Here’s what Biden said about it in a recent speech, streamed live on Facebook in July: “There’s a pilot program now in 27 cities and 16 states where a nurse, an occupational therapist and a handyman come to the home that’s caring for an aging family member… They walk through the house… and install handrails in the rights spots in the house and bathroom, or they fix the door that’s stuck so she doesn’t trip when she tries to open it. It initially found that about $3,000 in program costs yielded more than $20,000 in savings to the government, from hospitalizations and other reasons.”

According to its co-creator, Sarah L. Szanton, a nursing professor and director of the school’s Center for Innovative Care in Aging, Azar has been encouraging about the program’s expansion, and a key HHS committee voted in favor of having Medicare scale it further to test continued cost-effectiveness. Szanton notes that she developed the nursing and handyman portions of CAPABLE as an enhancement to an ABLE program created by the Center’s occupational therapist and founding director Laura Gitlin.
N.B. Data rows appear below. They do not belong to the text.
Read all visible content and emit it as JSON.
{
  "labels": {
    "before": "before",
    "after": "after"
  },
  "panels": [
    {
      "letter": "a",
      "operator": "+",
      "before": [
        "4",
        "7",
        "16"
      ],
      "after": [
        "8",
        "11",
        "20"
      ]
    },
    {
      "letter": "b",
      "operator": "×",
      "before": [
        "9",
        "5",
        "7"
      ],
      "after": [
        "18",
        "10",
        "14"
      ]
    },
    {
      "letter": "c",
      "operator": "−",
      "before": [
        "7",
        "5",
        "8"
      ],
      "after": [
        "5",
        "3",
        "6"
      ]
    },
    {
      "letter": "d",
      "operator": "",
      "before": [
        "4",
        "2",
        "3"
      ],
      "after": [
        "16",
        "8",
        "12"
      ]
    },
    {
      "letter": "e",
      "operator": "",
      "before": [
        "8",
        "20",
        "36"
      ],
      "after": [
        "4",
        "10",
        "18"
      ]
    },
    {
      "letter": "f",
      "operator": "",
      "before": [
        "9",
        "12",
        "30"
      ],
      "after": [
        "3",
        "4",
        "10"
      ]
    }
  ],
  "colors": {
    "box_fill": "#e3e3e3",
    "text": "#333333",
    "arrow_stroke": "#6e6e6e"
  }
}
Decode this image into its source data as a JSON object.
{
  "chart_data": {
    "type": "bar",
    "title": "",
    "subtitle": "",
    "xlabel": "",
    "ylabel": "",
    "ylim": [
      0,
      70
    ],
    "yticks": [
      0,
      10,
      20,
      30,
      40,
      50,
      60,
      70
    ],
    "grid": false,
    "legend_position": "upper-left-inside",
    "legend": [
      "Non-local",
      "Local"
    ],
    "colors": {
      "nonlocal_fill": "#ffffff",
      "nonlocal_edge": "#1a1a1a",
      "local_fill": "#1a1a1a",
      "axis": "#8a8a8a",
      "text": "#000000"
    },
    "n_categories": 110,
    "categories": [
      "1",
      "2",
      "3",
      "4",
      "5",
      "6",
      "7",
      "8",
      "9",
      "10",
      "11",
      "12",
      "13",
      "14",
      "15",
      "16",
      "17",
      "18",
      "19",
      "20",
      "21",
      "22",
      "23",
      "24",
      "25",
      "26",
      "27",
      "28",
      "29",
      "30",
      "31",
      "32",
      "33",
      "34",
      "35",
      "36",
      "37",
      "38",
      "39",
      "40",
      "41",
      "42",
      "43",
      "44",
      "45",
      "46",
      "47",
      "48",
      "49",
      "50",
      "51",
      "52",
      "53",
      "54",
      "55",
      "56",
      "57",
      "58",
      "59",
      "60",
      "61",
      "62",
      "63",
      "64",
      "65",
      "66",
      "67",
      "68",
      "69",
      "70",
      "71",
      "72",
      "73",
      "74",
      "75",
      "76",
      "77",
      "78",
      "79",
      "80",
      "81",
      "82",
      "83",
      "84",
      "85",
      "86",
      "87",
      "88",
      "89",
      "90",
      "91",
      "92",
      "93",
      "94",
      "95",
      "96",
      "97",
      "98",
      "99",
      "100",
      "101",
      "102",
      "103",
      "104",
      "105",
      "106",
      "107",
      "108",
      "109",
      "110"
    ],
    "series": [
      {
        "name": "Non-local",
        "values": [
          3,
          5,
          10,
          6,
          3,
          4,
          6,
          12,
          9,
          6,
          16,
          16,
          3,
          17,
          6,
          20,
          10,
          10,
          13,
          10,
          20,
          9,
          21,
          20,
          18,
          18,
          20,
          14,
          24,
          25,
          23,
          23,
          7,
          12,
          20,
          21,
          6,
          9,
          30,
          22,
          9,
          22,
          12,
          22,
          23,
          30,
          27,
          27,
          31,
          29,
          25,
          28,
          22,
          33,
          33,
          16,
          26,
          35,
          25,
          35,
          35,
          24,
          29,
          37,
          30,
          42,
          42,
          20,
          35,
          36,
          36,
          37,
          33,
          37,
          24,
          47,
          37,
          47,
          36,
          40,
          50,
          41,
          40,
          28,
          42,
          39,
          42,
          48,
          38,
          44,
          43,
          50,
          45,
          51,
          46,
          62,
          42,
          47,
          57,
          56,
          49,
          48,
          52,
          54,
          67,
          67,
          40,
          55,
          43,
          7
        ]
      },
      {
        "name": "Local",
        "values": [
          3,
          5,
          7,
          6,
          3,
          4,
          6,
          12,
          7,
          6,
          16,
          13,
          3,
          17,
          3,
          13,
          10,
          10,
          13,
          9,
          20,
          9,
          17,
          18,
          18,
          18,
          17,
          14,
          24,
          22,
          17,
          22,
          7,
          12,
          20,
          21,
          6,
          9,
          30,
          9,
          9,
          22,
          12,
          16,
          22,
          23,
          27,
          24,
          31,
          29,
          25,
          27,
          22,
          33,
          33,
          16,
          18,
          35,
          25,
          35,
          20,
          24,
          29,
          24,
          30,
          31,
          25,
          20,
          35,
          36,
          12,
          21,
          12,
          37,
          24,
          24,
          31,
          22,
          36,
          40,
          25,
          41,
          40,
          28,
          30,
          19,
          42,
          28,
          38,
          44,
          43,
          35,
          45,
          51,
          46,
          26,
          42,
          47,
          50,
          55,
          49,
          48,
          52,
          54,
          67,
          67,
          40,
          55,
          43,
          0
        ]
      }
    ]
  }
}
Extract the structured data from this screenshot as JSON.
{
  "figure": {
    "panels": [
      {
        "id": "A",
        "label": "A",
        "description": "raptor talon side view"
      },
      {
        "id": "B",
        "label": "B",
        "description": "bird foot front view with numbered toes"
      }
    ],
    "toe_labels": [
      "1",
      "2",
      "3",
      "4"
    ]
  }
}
Occupational Therapy and Wellness Design for Seniors

Scott Trudeau, practice manager for the American Occupational Therapy Association, became aware of CAPABLE when it was in the research stage and promising early results were being shared, he recalls. Since then, the organization has consulted and partnered with study leaders to provide their specialized expertise. “In addition,” Trudeau notes, “we have advocated with Congress, CMS [Centers for Medicare & Medicaid Services] and HHS to support codifying important occupational therapy interventions in policy and regulations.” Interventions, a term for professional involvement by an OT, are only effective when there are established mechanisms for reimbursement and payment, he observes.

AOTA has also been involved in educating its members on CAPABLE so that they can be part of its successful implementation and expansion, and in providing direct advice to the leadership team.

The CAPABLE intervention provides for a range of modifications to the home to make it safer and easier for clients to perform the activities they have set as a priority, Trudeau explains. “Key improvements like installing grab bars in bathrooms, or a railing to make it safer to navigate stairs have been widely reported. Very specific needs related to the individual home – changing out steps for a ramp, for instance – are also included. It is not one size fits all, but rather highly tailored to the needs of the individual within their home environment.” The visiting OT recommends improvements that let the senior perform the task safely and successfully and then the handyman implements them. That could be walking a dog for one client, with help from a new entryway ramp, or being able to continue baking for another, with the addition of cabinet accessories that help someone in a walker reach her rolling pins and baking sheets more easily. All CAPABLE clients set their own functional task priorities, giving the program more power to positively impact individual lives.

“This is really a key turning point in our appreciation that health care costs can be impacted by interventions that don’t necessarily fit into the traditional medical model,” Trudeau points out. “Programs like this are why I became an occupational therapist,” he shares.

You may not need occupational therapy for age or disability any time soon, and your income may be too high to qualify for reimbursement under a government program, but the ability to continue living productively and independently at home for decades to come is one an occupational therapist can help you or someone you love achieve.